Rocky Mountain (56th Annual) and Cordilleran (100th Annual) Joint Meeting (May 3–5, 2004)

Paper No. 8
Presentation Time: 10:40 AM

GROWTH AND COLLAPSE OF THE SEVIER OROGENIC WEDGE: NEW EVIDENCE FROM THE CORDILLERA OF WESTERN MONTANA


KALAKAY, Thomas J., Department of Earth and Environmental Sciences, Vanderbilt Univ, Nashville, TN 37235, FOSTER, David A., Dept. of Geology, Univ of Florida, PO Box 112120, Gainesville, FL 32611-2120 and LONN, Jeffrey D., Montana Bureau of Mines and Geology, Montana Tech, 1300 West Park Street, Butte, MT 59701-8997, thomas.j.kalakay@vanderbilt.edu

The Sevier orogenic wedge in western Montana grew through a unique spatial and temporal overlap between arc magmatism and regional crustal shortening. In the Late Cretaceous numerous silicic plutons, including the large volume Boulder batholith, invaded the fold and thrust belt at all crustal levels. As a result, a 50-60 km thick hinterland culmination was formed by ~70 Ma.

Footwall sections of the Anaconda metamorphic core complex expose mid-crustal levels of the Sevier hinterland with a complex record of high-temperature deformation, metamorphism, and crustal anatexis. Crustal thickening is indicated by kyanite-bearing metapelitic rocks overlain by the Georgetown thrust sheet, which is folded and further disrupted by numerous low-angle detachment faults.

Footwall rocks also record a polyphase extensional history that post-dates crustal thickening. Beneath the Georgetown thrust, lies a NE trending structural dome composed of amphibolite-facies calc-silicate and quartzite gneiss. Encircling the dome is the 1-2 kilometer thick Lake of the Isle shear zone (LISZ). This structure shows kilometers of stratigraphic offset and tectonic attenuation of 1-4 km of stratigraphic section. Shear zone lineations plunge gently in conjunction with younger over older stratigraphic relationships. Within the LISZ, kyanite-bearing assemblages are overprinted by high-temperature, lower pressure sillimanite and andalusite assemblages. The LISZ is constrained as Late Cretaceous by the synkinematic Storm Lake pluton.

The central gneiss dome and LISZ are truncated by the Anaconda detachment, which places unmetamorphosed sedimentary rocks against the high-grade gneisses. This moderately dipping greenschist mylonite zone accommodated top-to-the-ESE (~106°) sense of shear, exhumed mid-crustal rocks, and translated the Boulder batholith tens of kilometers eastward. New data constrain movement within the Anaconda mylonite at ~53-47 Ma by ages of Tertiary plutons.

We interpret the tectonic history as follows: 1) Late-K construction of a magmatically and tectonically thickened orogenic wedge 2) Late-K extensional collapse of the hinterland contemporaneous with foreland thrusting 3) Eocene detachment-style extension possibly related to changes in plate configurations at the continental margin.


(Task item): Scan the entries for the word "Acknowledgments" and return every line that has it.

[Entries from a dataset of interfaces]
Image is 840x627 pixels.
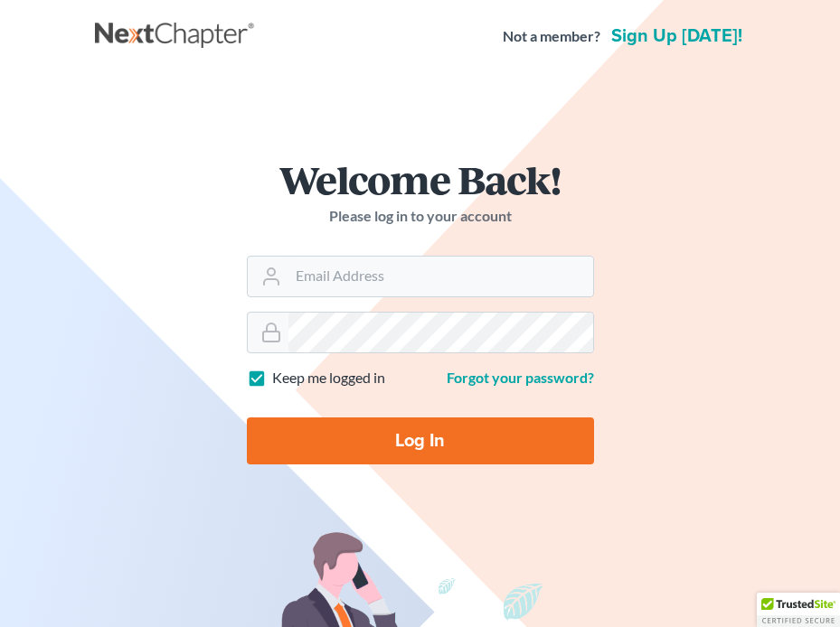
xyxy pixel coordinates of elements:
strong: Not a member? [503,26,600,47]
div: TrustedSite Certified [756,593,840,627]
input: Email Address [289,257,593,296]
a: Forgot your password? [446,368,594,386]
input: Log In [247,417,594,465]
p: Please log in to your account [247,206,594,226]
a: Sign up [DATE]! [608,27,746,45]
label: Keep me logged in [272,367,385,389]
h1: Welcome Back! [247,160,594,199]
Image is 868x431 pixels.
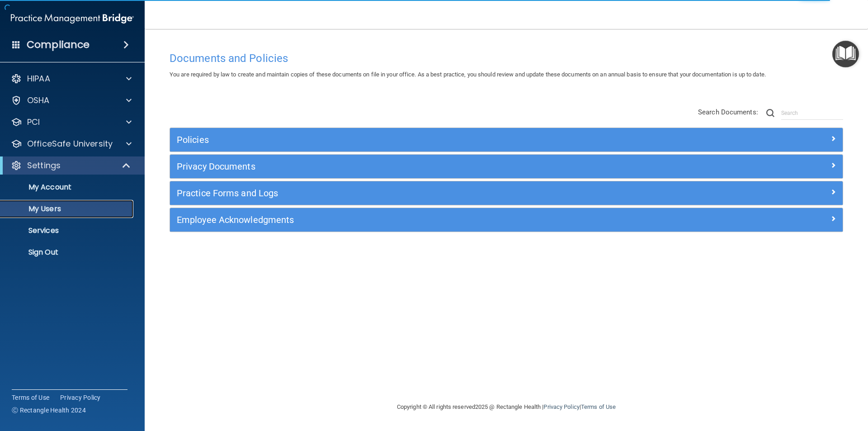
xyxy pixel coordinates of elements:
a: Terms of Use [12,393,49,402]
a: Practice Forms and Logs [177,186,836,200]
a: Employee Acknowledgments [177,213,836,227]
p: My Account [6,183,130,192]
a: Policies [177,133,836,147]
a: OfficeSafe University [11,139,131,149]
p: PCI [27,117,40,128]
p: Services [6,226,130,235]
a: Terms of Use [581,404,616,410]
a: Settings [11,160,131,171]
p: Settings [27,160,61,171]
span: Ⓒ Rectangle Health 2024 [12,406,86,415]
p: OSHA [27,95,50,106]
img: ic-search.3b580494.png [766,109,775,117]
h5: Practice Forms and Logs [177,188,668,198]
img: PMB logo [11,10,134,28]
a: Privacy Policy [60,393,101,402]
p: My Users [6,205,130,213]
a: PCI [11,117,131,128]
div: Copyright © All rights reserved 2025 @ Rectangle Health | | [341,393,672,422]
input: Search [781,106,843,120]
button: Open Resource Center [832,41,859,67]
p: OfficeSafe University [27,139,113,149]
a: Privacy Documents [177,159,836,174]
a: OSHA [11,95,131,106]
a: Privacy Policy [543,404,579,410]
h4: Documents and Policies [170,52,843,64]
h5: Employee Acknowledgments [177,215,668,225]
h5: Policies [177,135,668,145]
p: HIPAA [27,73,50,84]
p: Sign Out [6,248,130,257]
a: HIPAA [11,73,131,84]
span: You are required by law to create and maintain copies of these documents on file in your office. ... [170,71,766,78]
h4: Compliance [27,38,89,51]
h5: Privacy Documents [177,161,668,172]
span: Search Documents: [698,108,759,116]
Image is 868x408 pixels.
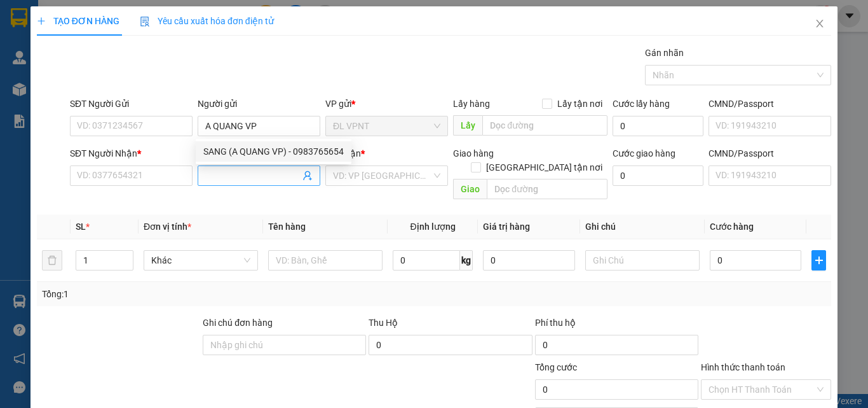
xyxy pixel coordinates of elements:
div: CMND/Passport [708,146,831,161]
span: Khác [151,250,250,270]
span: Lấy [453,115,483,135]
button: Close [802,7,838,42]
label: Ghi chú đơn hàng [202,317,272,327]
span: Thu Hộ [369,317,398,327]
input: Dọc đường [487,178,607,199]
div: SANG (A QUANG VP) - 0983765654 [196,141,351,162]
span: SL [76,221,86,232]
button: plus [812,250,826,271]
th: Ghi chú [580,214,705,240]
span: Cước hàng [709,221,753,232]
div: Phí thu hộ [535,315,699,334]
span: Giao hàng [453,148,493,159]
span: ĐL VPNT [333,116,441,135]
span: Lấy tận nơi [552,96,607,111]
div: SANG (A QUANG VP) - 0983765654 [203,144,344,159]
span: Lấy hàng [453,98,489,109]
span: user-add [303,170,312,180]
div: Người gửi [198,96,320,111]
span: Tổng cước [535,362,577,372]
label: Gán nhãn [645,48,684,57]
input: Ghi Chú [585,250,700,271]
input: Ghi chú đơn hàng [202,334,366,354]
div: SĐT Người Gửi [70,96,193,111]
span: TẠO ĐƠN HÀNG [37,16,120,26]
input: Cước lấy hàng [612,116,704,136]
label: Cước giao hàng [612,148,675,159]
input: VD: Bàn, Ghế [269,250,382,271]
div: CMND/Passport [708,96,831,111]
input: Cước giao hàng [612,166,704,186]
div: VP gửi [325,96,448,111]
span: [GEOGRAPHIC_DATA] tận nơi [481,161,607,174]
button: delete [42,250,62,271]
span: Đơn vị tính [144,221,192,232]
input: 0 [483,250,574,271]
span: Tên hàng [269,221,306,232]
span: close [814,19,825,28]
img: icon [140,17,150,26]
span: Giao [453,178,487,199]
span: plus [37,17,46,25]
input: Dọc đường [483,115,607,135]
label: Hình thức thanh toán [701,362,785,372]
span: plus [812,255,825,265]
span: Giá trị hàng [483,221,530,232]
label: Cước lấy hàng [612,98,669,109]
span: Định lượng [410,221,455,232]
span: Yêu cầu xuất hóa đơn điện tử [140,16,273,26]
span: kg [460,250,473,271]
div: Tổng: 1 [42,286,336,301]
div: SĐT Người Nhận [70,146,193,161]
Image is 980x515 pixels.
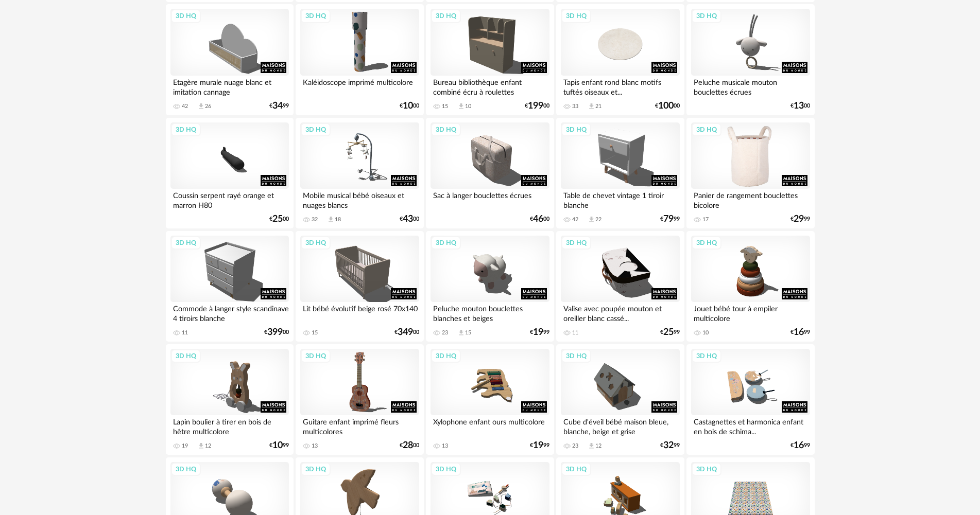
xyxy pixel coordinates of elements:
[171,189,289,209] div: Coussin serpent rayé orange et marron H80
[595,216,601,223] div: 22
[205,442,211,450] div: 12
[300,76,419,96] div: Kaléidoscope imprimé multicolore
[431,350,461,363] div: 3D HQ
[431,9,461,23] div: 3D HQ
[171,76,289,96] div: Etagère murale nuage blanc et imitation cannage
[442,103,448,110] div: 15
[301,350,330,363] div: 3D HQ
[182,103,188,110] div: 42
[587,442,595,450] span: Download icon
[171,416,289,436] div: Lapin boulier à tirer en bois de hêtre multicolore
[335,216,341,223] div: 18
[442,442,448,450] div: 13
[295,344,423,456] a: 3D HQ Guitare enfant imprimé fleurs multicolores 13 €2800
[794,329,804,336] span: 16
[171,350,200,363] div: 3D HQ
[686,344,814,456] a: 3D HQ Castagnettes et harmonica enfant en bois de schima... €1699
[663,329,673,336] span: 25
[595,103,601,110] div: 21
[301,236,330,249] div: 3D HQ
[402,102,413,110] span: 10
[791,102,810,110] div: € 00
[301,123,330,137] div: 3D HQ
[465,329,471,337] div: 15
[556,231,684,342] a: 3D HQ Valise avec poupée mouton et oreiller blanc cassé... 11 €2599
[197,102,205,110] span: Download icon
[660,329,679,336] div: € 99
[300,416,419,436] div: Guitare enfant imprimé fleurs multicolores
[402,442,413,449] span: 28
[399,216,419,223] div: € 00
[300,302,419,323] div: Lit bébé évolutif beige rosé 70x140
[426,4,554,115] a: 3D HQ Bureau bibliothèque enfant combiné écru à roulettes 15 Download icon 10 €19900
[171,236,200,249] div: 3D HQ
[663,442,673,449] span: 32
[171,123,200,137] div: 3D HQ
[197,442,205,450] span: Download icon
[530,442,549,449] div: € 99
[166,231,293,342] a: 3D HQ Commode à langer style scandinave 4 tiroirs blanche 11 €39900
[794,442,804,449] span: 16
[561,302,679,323] div: Valise avec poupée mouton et oreiller blanc cassé...
[295,231,423,342] a: 3D HQ Lit bébé évolutif beige rosé 70x140 15 €34900
[327,216,335,223] span: Download icon
[561,350,591,363] div: 3D HQ
[561,416,679,436] div: Cube d'éveil bébé maison bleue, blanche, beige et grise
[587,216,595,223] span: Download icon
[691,189,809,209] div: Panier de rangement bouclettes bicolore
[686,118,814,229] a: 3D HQ Panier de rangement bouclettes bicolore 17 €2999
[530,216,549,223] div: € 00
[431,123,461,137] div: 3D HQ
[691,302,809,323] div: Jouet bébé tour à empiler multicolore
[556,118,684,229] a: 3D HQ Table de chevet vintage 1 tiroir blanche 42 Download icon 22 €7999
[791,442,810,449] div: € 99
[702,329,708,337] div: 10
[166,4,293,115] a: 3D HQ Etagère murale nuage blanc et imitation cannage 42 Download icon 26 €3499
[561,236,591,249] div: 3D HQ
[272,442,283,449] span: 10
[312,216,318,223] div: 32
[794,102,804,110] span: 13
[691,350,722,363] div: 3D HQ
[182,329,188,337] div: 11
[295,118,423,229] a: 3D HQ Mobile musical bébé oiseaux et nuages blancs 32 Download icon 18 €4300
[457,102,465,110] span: Download icon
[663,216,673,223] span: 79
[572,329,578,337] div: 11
[691,9,722,23] div: 3D HQ
[312,442,318,450] div: 13
[402,216,413,223] span: 43
[533,329,543,336] span: 19
[660,442,679,449] div: € 99
[182,442,188,450] div: 19
[300,189,419,209] div: Mobile musical bébé oiseaux et nuages blancs
[533,216,543,223] span: 46
[702,216,708,223] div: 17
[691,416,809,436] div: Castagnettes et harmonica enfant en bois de schima...
[166,118,293,229] a: 3D HQ Coussin serpent rayé orange et marron H80 €2500
[561,76,679,96] div: Tapis enfant rond blanc motifs tuftés oiseaux et...
[426,231,554,342] a: 3D HQ Peluche mouton bouclettes blanches et beiges 23 Download icon 15 €1999
[533,442,543,449] span: 19
[312,329,318,337] div: 15
[572,103,578,110] div: 33
[431,462,461,476] div: 3D HQ
[691,123,722,137] div: 3D HQ
[397,329,413,336] span: 349
[270,216,289,223] div: € 00
[205,103,211,110] div: 26
[442,329,448,337] div: 23
[272,216,283,223] span: 25
[691,236,722,249] div: 3D HQ
[686,4,814,115] a: 3D HQ Peluche musicale mouton bouclettes écrues €1300
[399,102,419,110] div: € 00
[525,102,549,110] div: € 00
[399,442,419,449] div: € 00
[431,189,549,209] div: Sac à langer bouclettes écrues
[572,442,578,450] div: 23
[431,76,549,96] div: Bureau bibliothèque enfant combiné écru à roulettes
[301,9,330,23] div: 3D HQ
[270,442,289,449] div: € 99
[426,344,554,456] a: 3D HQ Xylophone enfant ours multicolore 13 €1999
[264,329,289,336] div: € 00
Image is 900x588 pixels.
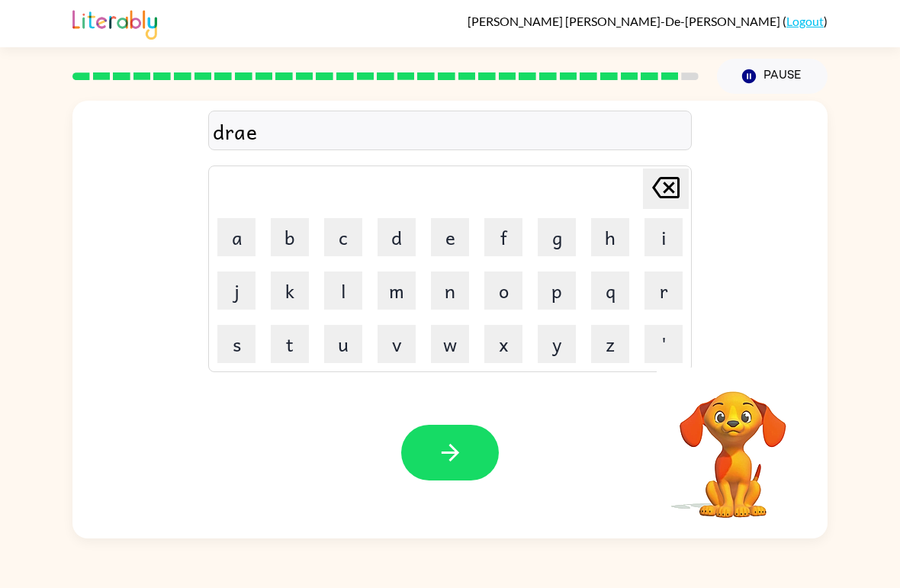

(Response to the exercise):
a: Employee Acknowledgments [177,213,836,227]
h5: Employee Acknowledgments [177,215,668,225]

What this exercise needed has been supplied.